We investigate the predictive power of the rent-to-price ratio for future real estate returns and rent growth in 18 OECD countries over the period 1970 to 2011. First, we document that in most countries returns are significantly predictable by the rent-price ratio. An increase (decrease) in the ratio signals a future increase (decrease)in returns. Second, there are large cross-country differences in how the rent-price ratio predicts rent growth. For some countries, the direction of predictability is negative, for other countries it is positive. Third, the predictive patterns are highly dependent on whether returns and rents are measured in nominal or real terms. Finally, there is some evidence of sub-sample instability in the predictive patterns, especially wrt. rent growth predictability. The predictability tests are conducted within a restricted VAR framework based on the dynamic Gordon growth model. This model implies restrictions across the VAR parameters that can be used to construct powerful tests of predictability.

Standard textbook models of price determination in real estate markets imply that rents are a fundamental determinant of housing value, similar to the role of dividends in deter-mining equity valuations in stock markets, and the rent-to-price ratio (sometimes denoted) summarizes market expectations of future real estate returns and/or rent growth in the same way as the dividend-price ratio summarizes expectations of future stock returns and/or dividend growth. A number of recent studies have analyzed the predictive power of the rent-to-price ratio for future returns and rent growth in the US real estate market, e.g. Gallin (2008), Palazzi, Torous, and Valkanov (2010), Cochrane(2011), and Ghysels, Plazzi, Torous, and Valkanov (2012). The overall on ding is that the rent-to-price ratio predicts future returns more strongly than it predicts future rent growth, just as the dividend-price ratio appears to be a stronger predictor of returns than dividend growth in the US stock market (Cochrane, 2011).

Whether the rent-to-price ratio predicts future returns or rent growth is of fundamental importance for the interpretation of price movements in real estate markets. The dramatic increase in US house prices up to 2006 (followed by a severe drop) must be due to one of the following three causes (or a combination of them).
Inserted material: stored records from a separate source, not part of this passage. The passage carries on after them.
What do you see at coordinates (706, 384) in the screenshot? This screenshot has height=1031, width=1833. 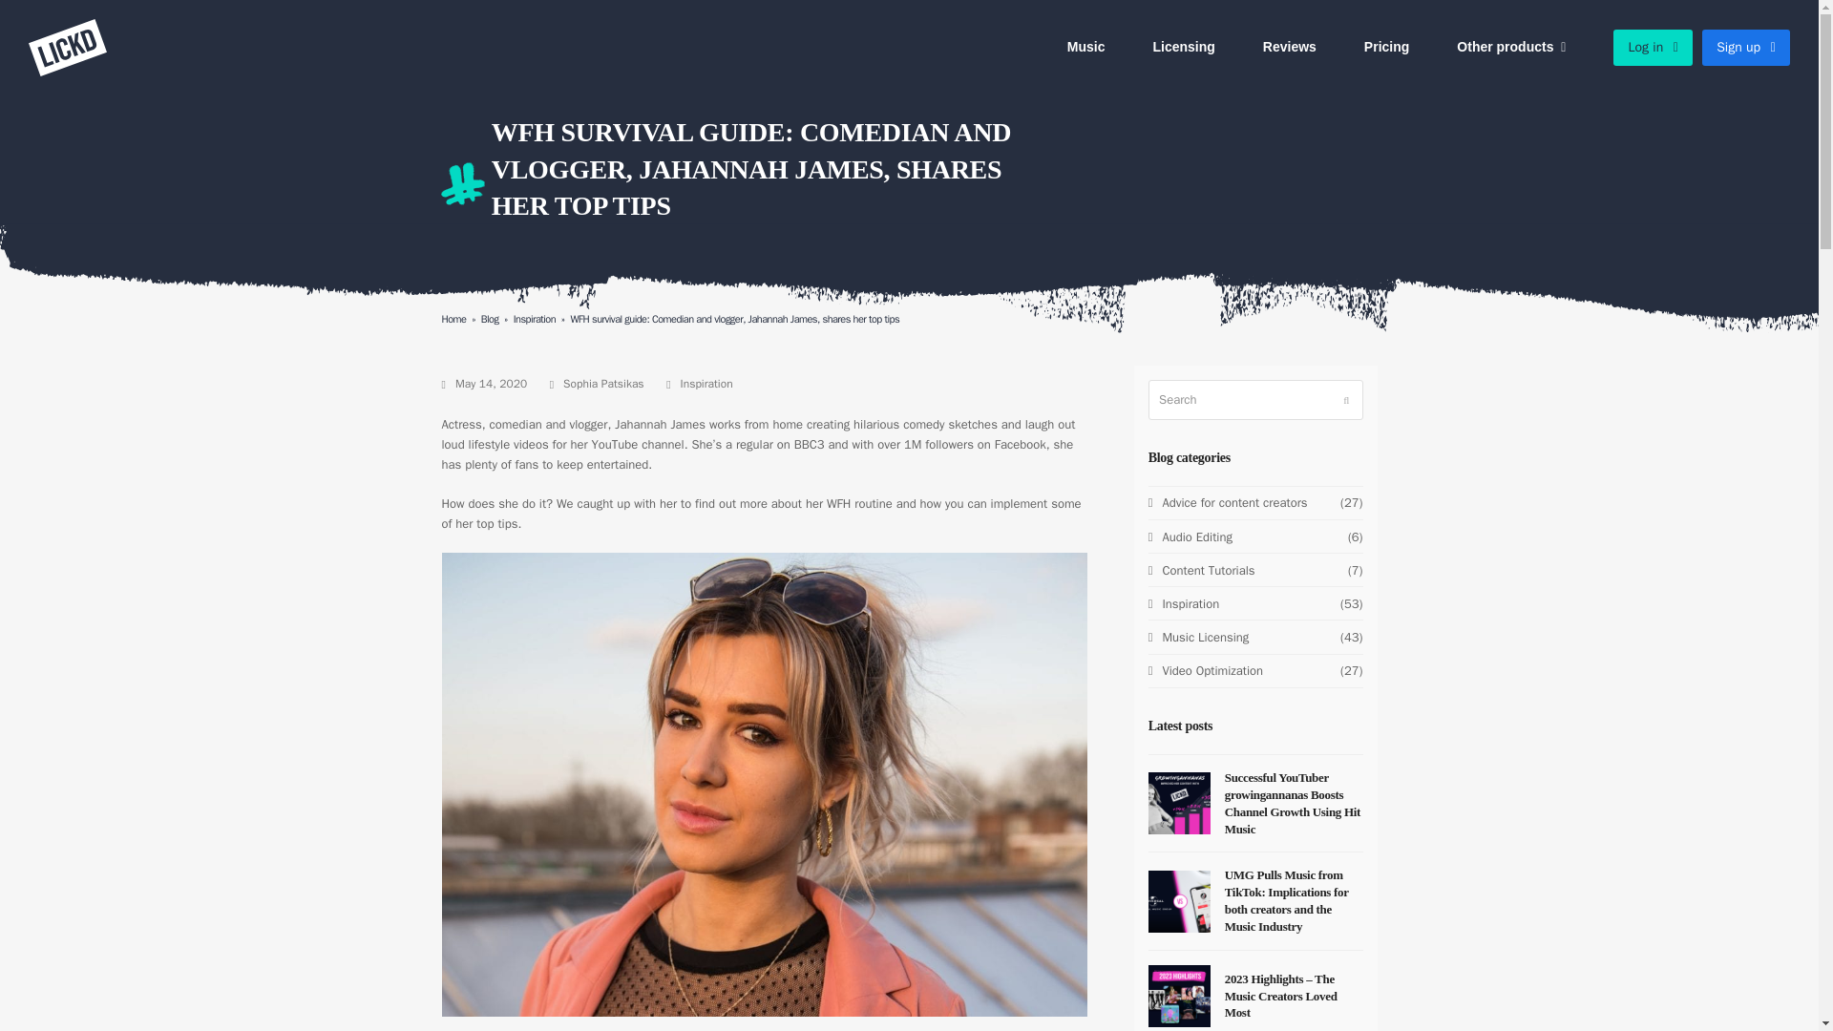 I see `Inspiration` at bounding box center [706, 384].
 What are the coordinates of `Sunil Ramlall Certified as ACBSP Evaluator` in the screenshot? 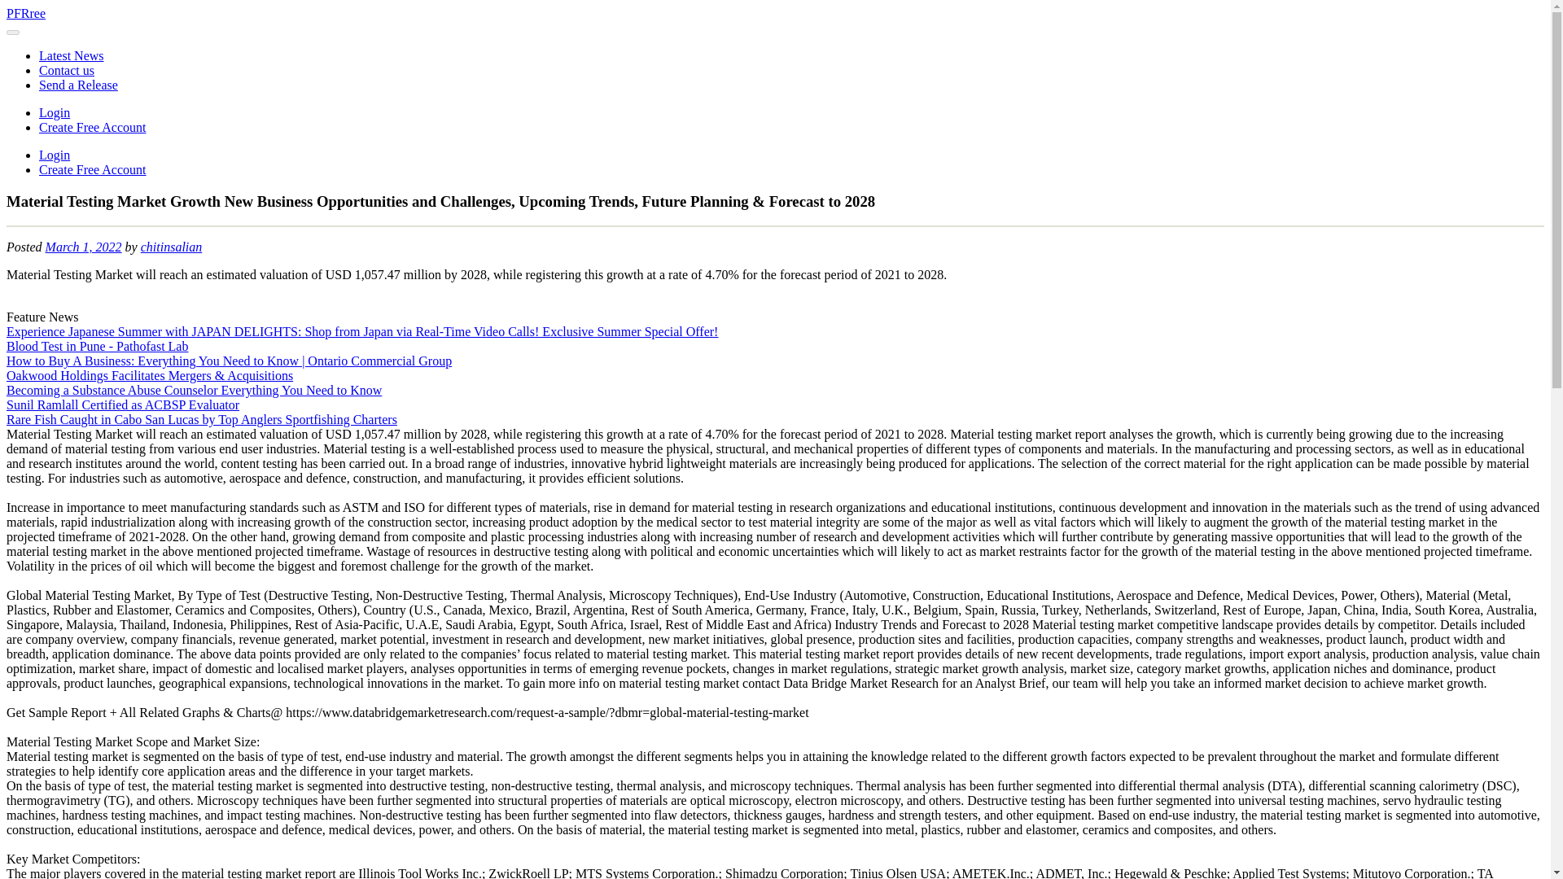 It's located at (122, 406).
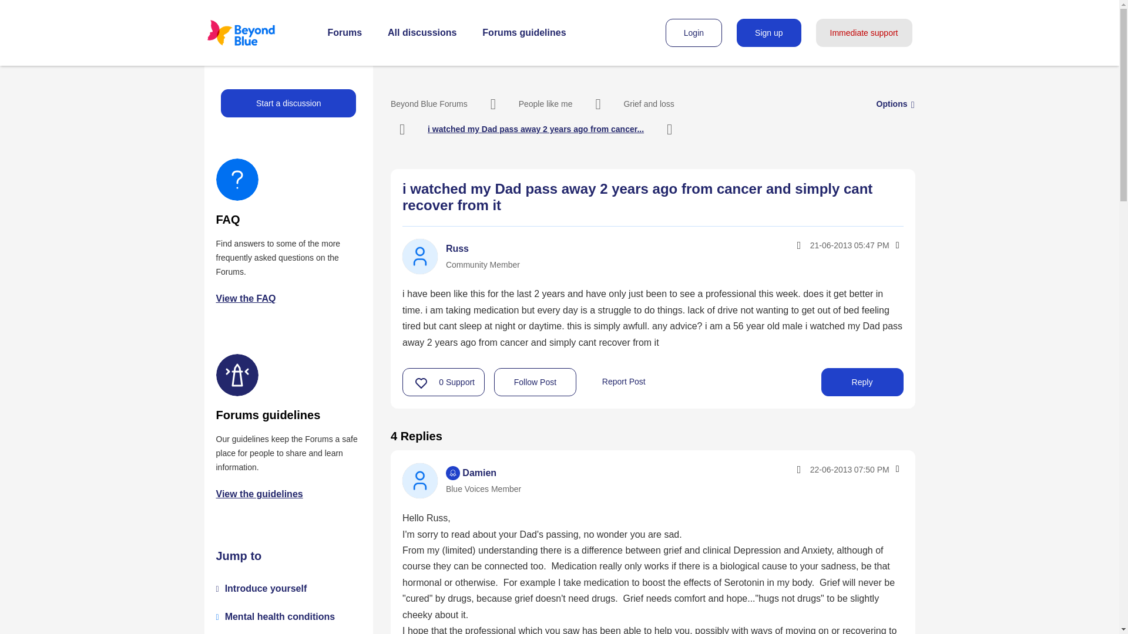 The width and height of the screenshot is (1128, 634). I want to click on Blue Voices Member, so click(452, 473).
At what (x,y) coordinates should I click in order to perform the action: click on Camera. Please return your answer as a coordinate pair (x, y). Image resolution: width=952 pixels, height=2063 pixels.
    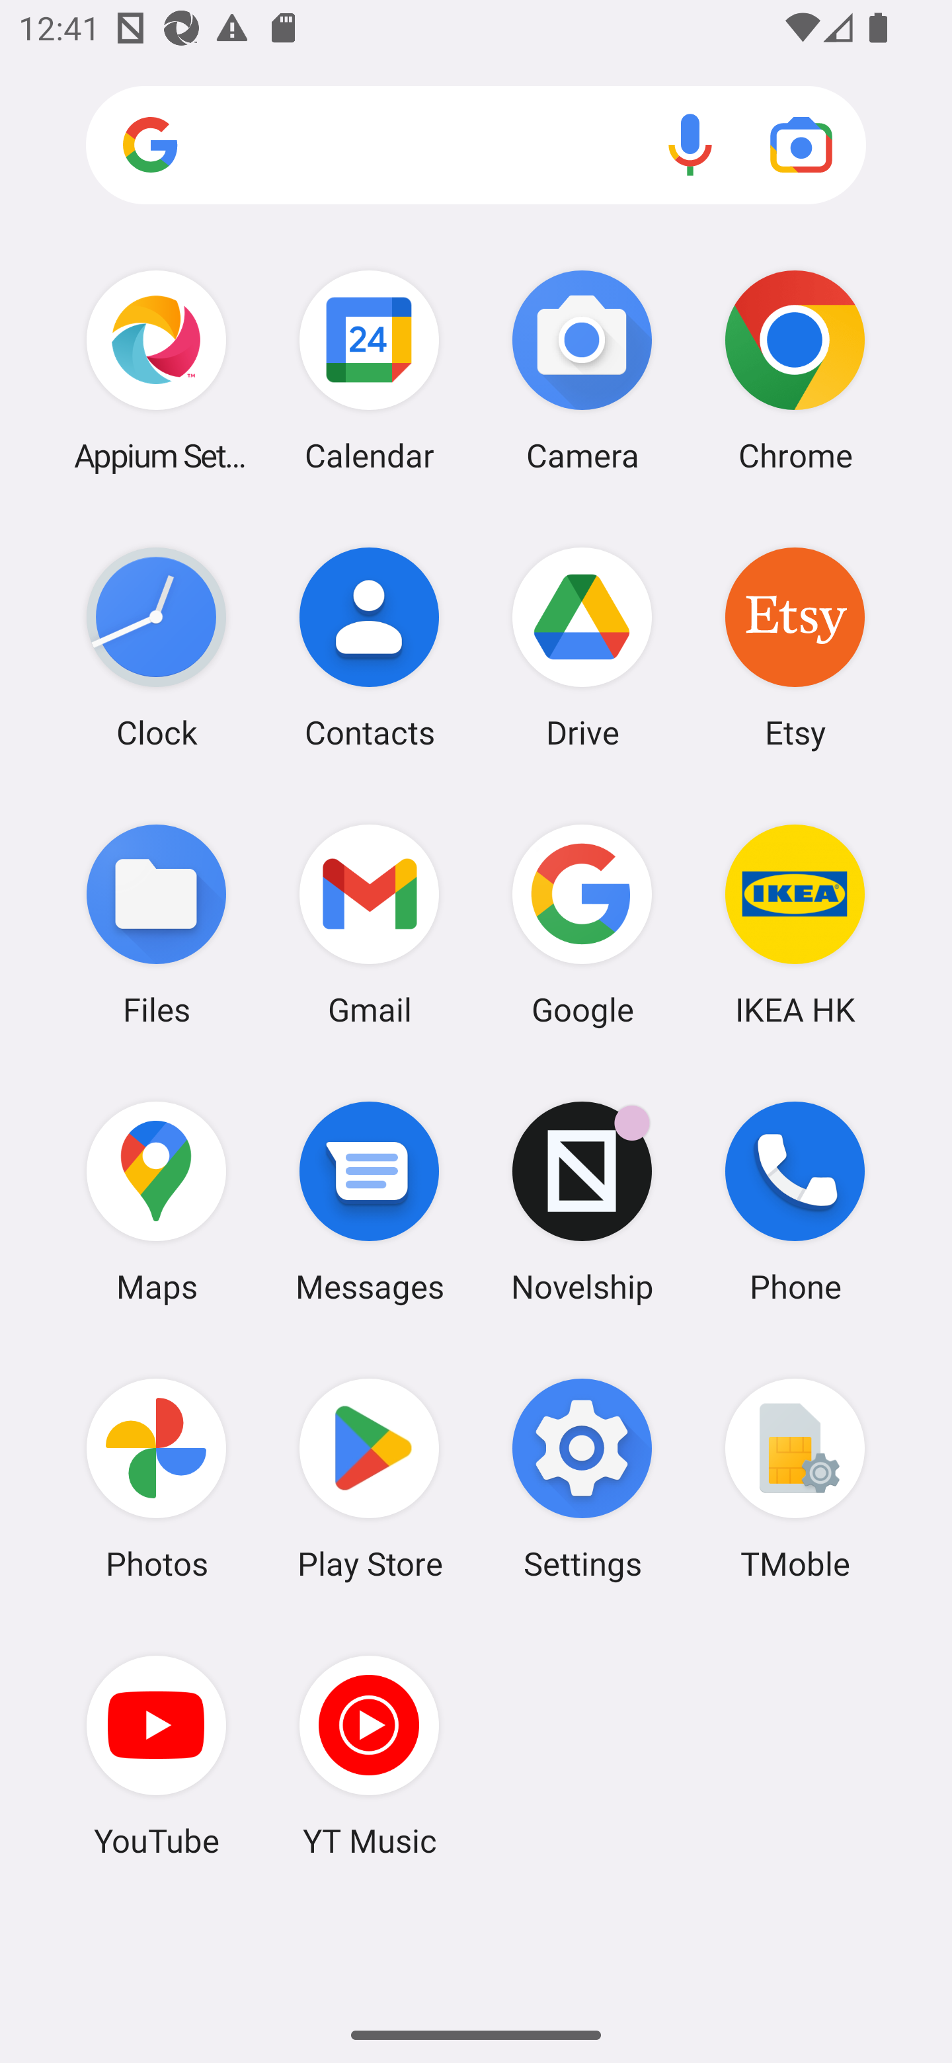
    Looking at the image, I should click on (582, 370).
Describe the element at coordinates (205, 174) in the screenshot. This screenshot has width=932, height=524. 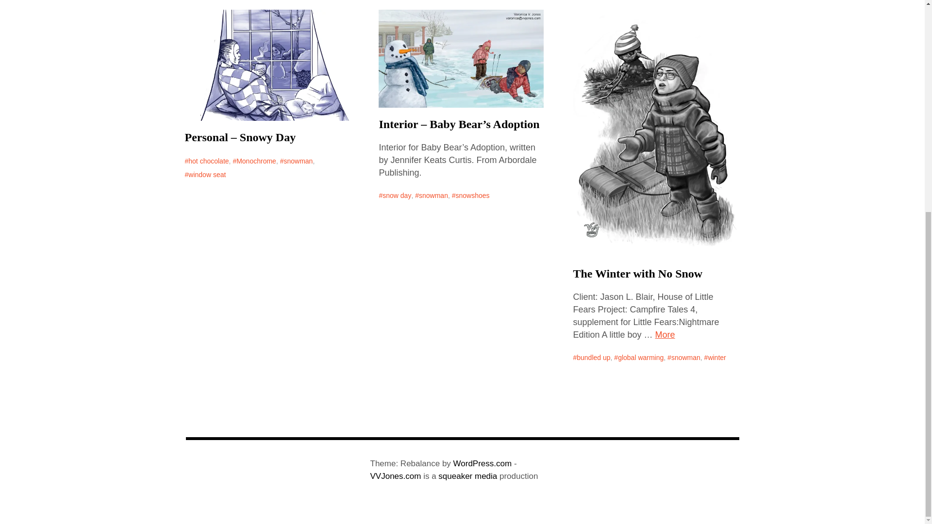
I see `window seat` at that location.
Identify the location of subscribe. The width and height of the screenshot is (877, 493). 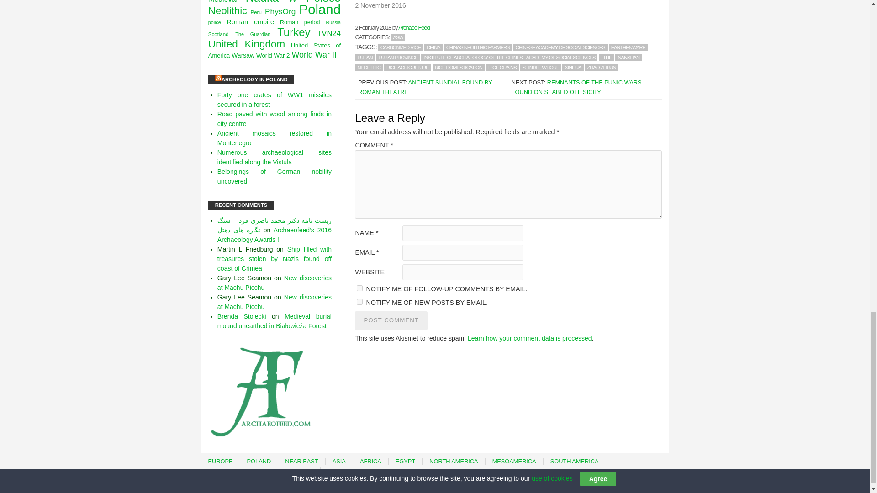
(360, 289).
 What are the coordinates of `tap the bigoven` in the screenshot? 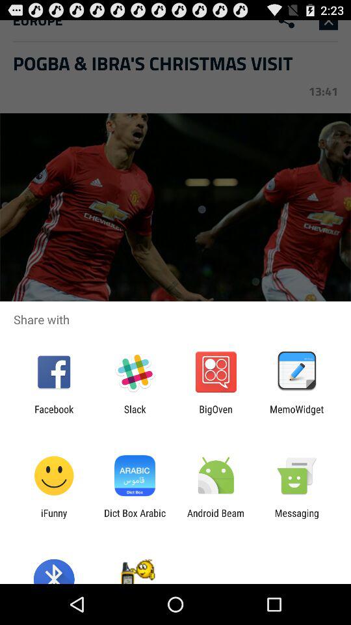 It's located at (216, 415).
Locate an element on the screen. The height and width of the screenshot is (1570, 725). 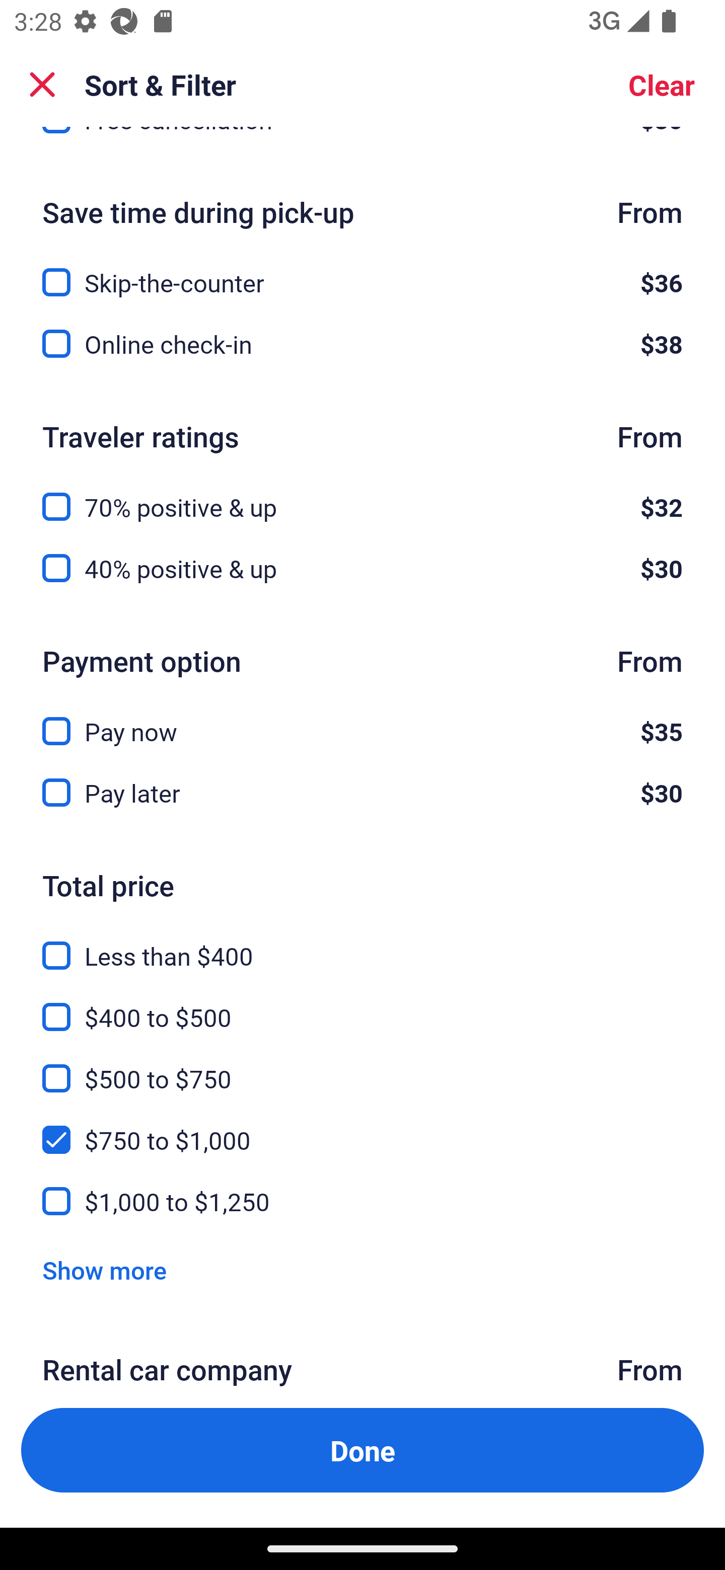
Show more Show more Link is located at coordinates (104, 1270).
Either a speculative bubble, changing expectations of future returns (e.g. due to changing risk premia), or changing expectations of future fundamentals. The empirical evidence cited above points to the second of these causes as the most important, although Shiller (2005) argues that an irrational bubble was the main driver, while Himmelberg, Mayer, and Sinai (2005) on the other hand argue that the price increases.